Having first come across this function in the downloadable 1.69 version I have now double checked with the online version of the Lexicon. I am still confused. If you pass this function the default delimiter of a single space, does it really only remove a single character? TBH, I find the description in need of clarification if that is not the case. If it is the case what is the point of this function?
Thanks.
[edit]
Actually, having read and re-read the description multiple times now, I think it acts like what would be called Left/Right TrimString in other programming languages. If that is the case you would need to call it twice to trim both ends.
You have a string sSource which says “AAA BBB CCC DDD” and a string sParsed which is “BBB”, it returns a string which represents the string of a length equal to sParsed removed from sSource.

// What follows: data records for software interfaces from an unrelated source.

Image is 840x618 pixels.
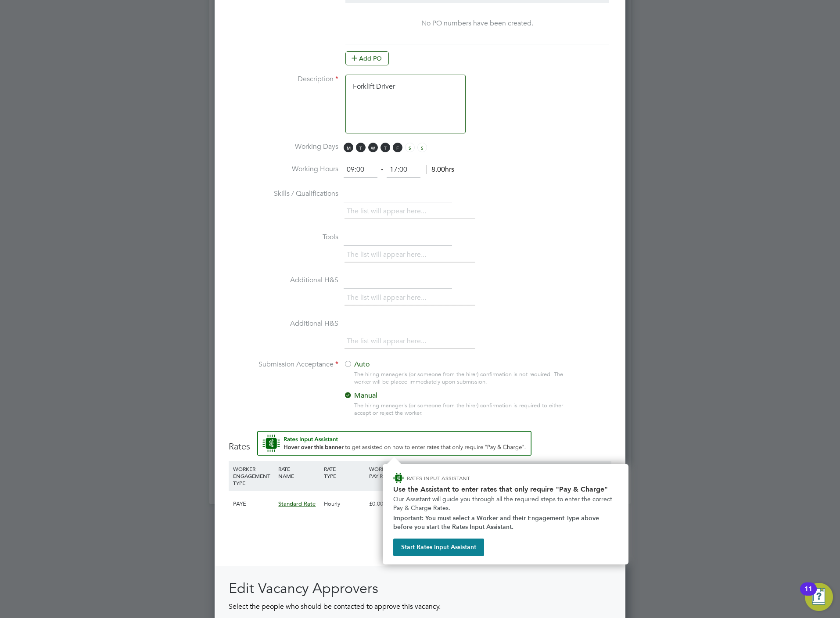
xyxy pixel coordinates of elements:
[228,431,612,452] h3: Rates
[278,500,316,507] span: Standard Rate
[393,514,601,530] strong: Important: You must select a Worker and their Engagement Type above before you start the Rates In...
[356,143,366,152] span: T
[367,491,412,516] div: £0.00
[413,460,458,483] div: HOLIDAY PAY
[426,165,455,174] span: 8.00hrs
[805,582,833,610] button: Open Resource Center, 11 new notifications
[228,359,338,369] label: Submission Acceptance
[344,143,354,152] span: M
[228,189,338,198] label: Skills / Qualifications
[228,165,338,174] label: Working Hours
[504,460,549,483] div: AGENCY MARKUP
[354,19,600,28] div: No PO numbers have been created.
[347,249,429,261] li: The list will appear here...
[344,162,377,177] input: 08:00
[231,460,276,491] div: WORKER ENGAGEMENT TYPE
[387,162,420,177] input: 17:00
[276,460,321,483] div: RATE NAME
[345,52,389,65] button: Add PO
[322,491,367,516] div: Hourly
[417,143,427,152] span: S
[228,602,441,610] span: Select the people who should be contacted to approve this vacancy.
[405,143,415,152] span: S
[347,205,429,217] li: The list will appear here...
[354,402,568,417] div: The hiring manager's (or someone from the hirer) confirmation is required to either accept or rej...
[382,463,628,564] div: How to input Rates that only require Pay & Charge
[257,431,532,455] button: Rate Assistant
[367,460,412,483] div: WORKER PAY RATE
[393,143,402,152] span: F
[549,460,579,491] div: AGENCY CHARGE RATE
[354,371,568,385] div: The hiring manager's (or someone from the hirer) confirmation is not required. The worker will be...
[228,233,338,242] label: Tools
[393,485,618,493] h2: Use the Assistant to enter rates that only require "Pay & Charge"
[231,491,276,516] div: PAYE
[804,588,813,600] div: 11
[393,538,484,556] button: Start Rates Input Assistant
[228,142,338,152] label: Working Days
[347,292,429,303] li: The list will appear here...
[368,143,378,152] span: W
[393,495,618,512] p: Our Assistant will guide you through all the required steps to enter the correct Pay & Charge Rates.
[228,74,338,83] label: Description
[228,275,338,284] label: Additional H&S
[347,335,429,347] li: The list will appear here...
[344,359,454,369] label: Auto
[379,165,385,174] span: ‐
[458,460,503,483] div: EMPLOYER COST
[344,391,454,400] label: Manual
[393,472,404,483] img: ENGAGE Assistant Icon
[381,143,390,152] span: T
[228,319,338,328] label: Additional H&S
[228,579,612,598] h2: Edit Vacancy Approvers
[322,460,367,483] div: RATE TYPE
[407,474,517,482] p: RATES INPUT ASSISTANT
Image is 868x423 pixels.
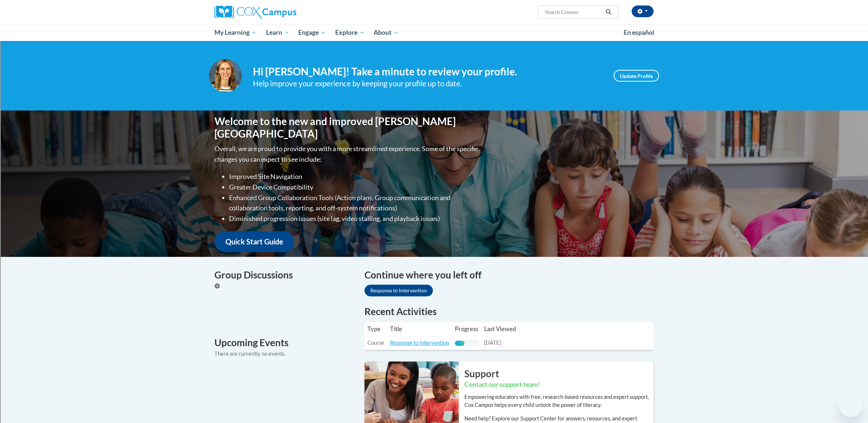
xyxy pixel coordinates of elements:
[261,24,294,41] a: Learn
[203,24,665,41] div: Main menu
[294,24,331,41] a: Engage
[298,28,325,37] span: Engage
[619,25,659,41] a: En español
[545,8,603,17] input: Search Courses
[210,24,261,41] a: My Learning
[335,28,365,37] span: Explore
[603,8,614,17] button: Search
[839,394,862,417] iframe: Button to launch messaging window
[624,29,654,37] span: En español
[374,28,398,37] span: About
[215,5,353,19] a: Cox Campus
[215,5,296,19] img: Cox Campus
[215,28,256,37] span: My Learning
[632,5,653,17] button: Account Settings
[266,28,289,37] span: Learn
[369,24,404,41] a: About
[331,24,369,41] a: Explore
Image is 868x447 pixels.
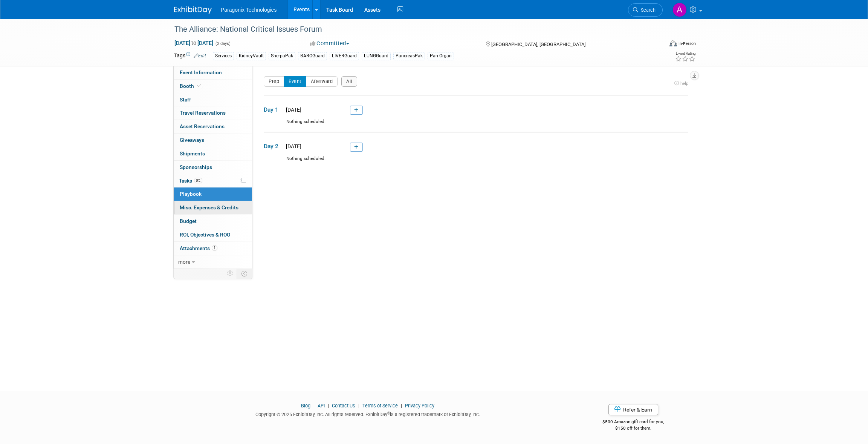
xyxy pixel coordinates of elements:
i: Booth reservation complete [198,83,201,88]
div: BAROGuard [298,52,327,60]
a: Event Information [174,66,252,79]
span: Misc. Expenses & Credits [179,204,239,211]
td: Toggle Event Tabs [237,268,252,278]
span: Booth [179,83,203,89]
span: Paragonix Technologies [221,6,276,13]
span: | [356,402,361,409]
div: The Alliance: National Critical Issues Forum [172,22,651,36]
span: [DATE] [DATE] [174,39,214,46]
a: Blog [301,402,311,409]
span: help [681,81,689,86]
a: API [318,402,325,409]
button: Event [283,76,306,87]
img: Format-Inperson.png [669,40,677,46]
sup: ® [388,411,390,415]
a: Giveaways [174,134,252,147]
span: [GEOGRAPHIC_DATA], [GEOGRAPHIC_DATA] [491,42,585,47]
button: All [341,76,357,87]
div: LUNGGuard [362,52,391,60]
span: Day 2 [263,142,283,151]
a: Contact Us [332,402,356,409]
span: Giveaways [179,137,204,143]
span: [DATE] [283,107,301,113]
span: Asset Reservations [179,123,224,129]
button: Afterward [306,76,338,87]
span: Budget [179,218,197,224]
div: In-Person [678,41,696,46]
a: Terms of Service [363,402,398,409]
span: Travel Reservations [179,110,226,115]
span: Playbook [179,191,202,197]
a: Playbook [174,187,252,200]
div: Event Format [618,39,696,50]
a: Staff [174,93,252,107]
div: KidneyVault [236,52,266,60]
span: Event Information [179,70,222,75]
a: Search [628,3,663,17]
span: Sponsorships [179,164,212,170]
a: Asset Reservations [174,120,252,133]
button: Committed [307,39,352,47]
div: Pan-Organ [428,52,454,60]
span: [DATE] [283,143,301,149]
a: Sponsorships [174,160,252,174]
td: Personalize Event Tab Strip [223,268,237,278]
a: Budget [174,215,252,228]
span: Shipments [179,151,205,156]
a: Privacy Policy [405,402,434,409]
span: ROI, Objectives & ROO [179,232,230,237]
button: Prep [263,76,284,87]
img: Adam Lafreniere [673,2,687,17]
img: ExhibitDay [174,6,211,14]
span: | [311,402,316,409]
span: more [179,259,191,264]
span: (2 days) [215,41,231,46]
span: 1 [211,245,217,251]
td: Tags [174,51,206,60]
a: more [174,256,252,268]
div: Nothing scheduled. [263,155,689,168]
div: PancreasPak [393,52,425,60]
span: | [326,402,331,409]
div: LIVERGuard [330,52,359,60]
a: Attachments1 [174,242,252,255]
div: Nothing scheduled. [263,119,689,131]
a: Edit [194,53,206,58]
a: ROI, Objectives & ROO [174,228,252,241]
span: Search [638,7,656,13]
span: Day 1 [263,106,283,114]
div: SherpaPak [268,52,295,60]
a: Shipments [174,147,252,160]
a: Booth [174,79,252,93]
span: | [399,402,404,409]
span: Staff [179,96,191,103]
a: Tasks0% [174,174,252,187]
span: 0% [194,178,203,183]
span: Attachments [179,245,217,251]
div: Services [213,52,234,60]
a: Misc. Expenses & Credits [174,201,252,214]
a: Travel Reservations [174,107,252,119]
div: $150 off for them. [573,425,694,431]
a: Refer & Earn [609,404,658,415]
div: Event Rating [675,51,695,55]
span: to [191,40,198,46]
div: Copyright © 2025 ExhibitDay, Inc. All rights reserved. ExhibitDay is a registered trademark of Ex... [174,409,561,417]
span: Tasks [179,178,203,183]
div: $500 Amazon gift card for you, [573,413,694,431]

So in default implementation, if you call StringRemoveParsed(sSource, sParsed, " ", FALSE) - the last two aren’t neccesary, those are the defaults, “AAA BBB CCC DDD” would be returned as “AAA BBB CCC” - the last 3 letters (length of the sParsed string) and the trailing delimiter would be removed.
If you told me the name is misleading because you’d think “remove parsed” would remove the instance of sParsed from sSource, I’m right there with you, because that’s what I would have assumed as well.
I mostly agree with May but… I think it does just what it says.
You have “AAA BBB CCC DDD” and you do StringParse() and get “AAA”. Then you StringRemovedParsed() and you have “BBB CCC DDD”. So it removes what you parsed from the left (or doing it in reverse with DDD, right) of the source. Now you can StringParse() the source again and get the next token “BBB”.
I prefer the tokenizer myself. But it may be slower (if a bit more functional).
A universal rule of programming is that if it looks weird and you don’t understand why they’d do it that way… the answer is almost always “optimization.”
You can look for yourself, it’s in an include so it’s open source.
It deletes any number of characters (given by the length of the parse string) from the left or right of the source and then looks for delimiters to delete them too.
It’s really a confusing name since there is nothing parsed. If you ask why they not simply pass the number of characters as integer … well, this is most probably “optimization”.
Well, the idea is, as I said, you use it with StringParse() so there is something parsed before and then this removes what you parsed from the source so you can keep going. I don’t think the name is all that confusing.
Someone would have to call GetStringLength() somewhere. Caller or callee doesn’t matter too much I suppose.
It’s just that if you use it on its own without that, and thus divorce it from the context that dubs its name, it becomes quite confusing which is why I made a point of, er, pointing out the behaviour if its not the leading thing.